Here is a CFP for the volume:


Essay proposals are invited for a volume entitled Teaching Modernist Women’s Writing in English, to appear in the Options for Teaching series published by the Modern Language Association. The purpose of the volume is to meet the needs of instructors seeking pedagogical strategies for teaching modernist women’s writing in English and the ways in which women were vital creators and participants in the works and networks of modernism. The volume aims to capture the multiplicity of artistic, political, and social networks of which women writers were a part, crossing gender, class, and national boundaries, and to share ways to teach these connections and concepts from a wide range of contributors who work from different critical orientations and in different types of institutions and classroom settings. The volume will include material relevant for specialists and generalists who are teaching at the undergraduate and graduate levels, as well as in alternative classroom and institutional situations. The teaching resources to be shared will include current scholarship, readings, and digital tools.
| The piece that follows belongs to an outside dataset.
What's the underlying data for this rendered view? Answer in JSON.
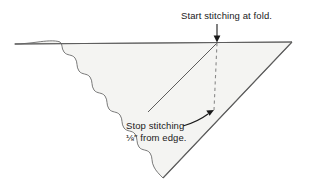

Essays responding to four general areas through the lens of pedagogical theory and practice are sought: teaching modernism or modernist studies, thematic concerns, genre or form, and theoretical or methodological approaches. Contributions might cover topics related to issues and definitions in modernist studies, particularly as relevant to the study of women writers. These essays might focus on contexts and conceptual questions important to modernism and highlight the importance of women writers therein. Some essays might take up the teaching of a specific theme (e.g., trauma, colonialism, globalization, race, class, sexuality) or topic (e.g., suffrage, war, empire, socialism, communism, fascism, the workplace, little magazines, the literary marketplace). Other essays might look at the ways women writers used particular forms and genres (fiction, documentary, journalism, life writing, poetry, pamphlets or manifestos, “the middlebrow,” genre fiction, working-class writing, film, drama); these might consider teaching the tension between tradition and the avant-garde or the noteworthy contributions that women made to the avant-garde. Finally, essays might describe and exemplify teaching informed by particular critical or methodological approaches, such as theoretical perspectives (postcolonial studies, queer studies, narrative theory), interdisciplinary work (art, music, dance, science, technology) or intertextuality, the digital humanities, and the teaching of writing or multimodal pedagogy. A balance is sought among writers from the United States and the United Kingdom, as well as writers working in English from other regions of the world (e.g., the Caribbean, India).

Proposals should mention and define specific terms, concepts, techniques, and classroom contexts as appropriate. They should describe the intended topic, particularly the pedagogical approach taken to teaching modernist women’s writing, including methodology, evidence, theoretical or critical framework, and significance for those teaching in the field. The proposal should indicate the value of the intended topic to a broad range of instructors and should maintain a clear focus on teaching. Please note that any quotations from student papers will require written permission from the students.

Proposals of 500 words (for potential completed essays of 3,000–3,500 words) should be sent to Janine Utell (janine.utell@gmail.com) by 1 December 2015 via e-mail or in the message box below. Submissions in the message box will be sent to the editor and will remain private.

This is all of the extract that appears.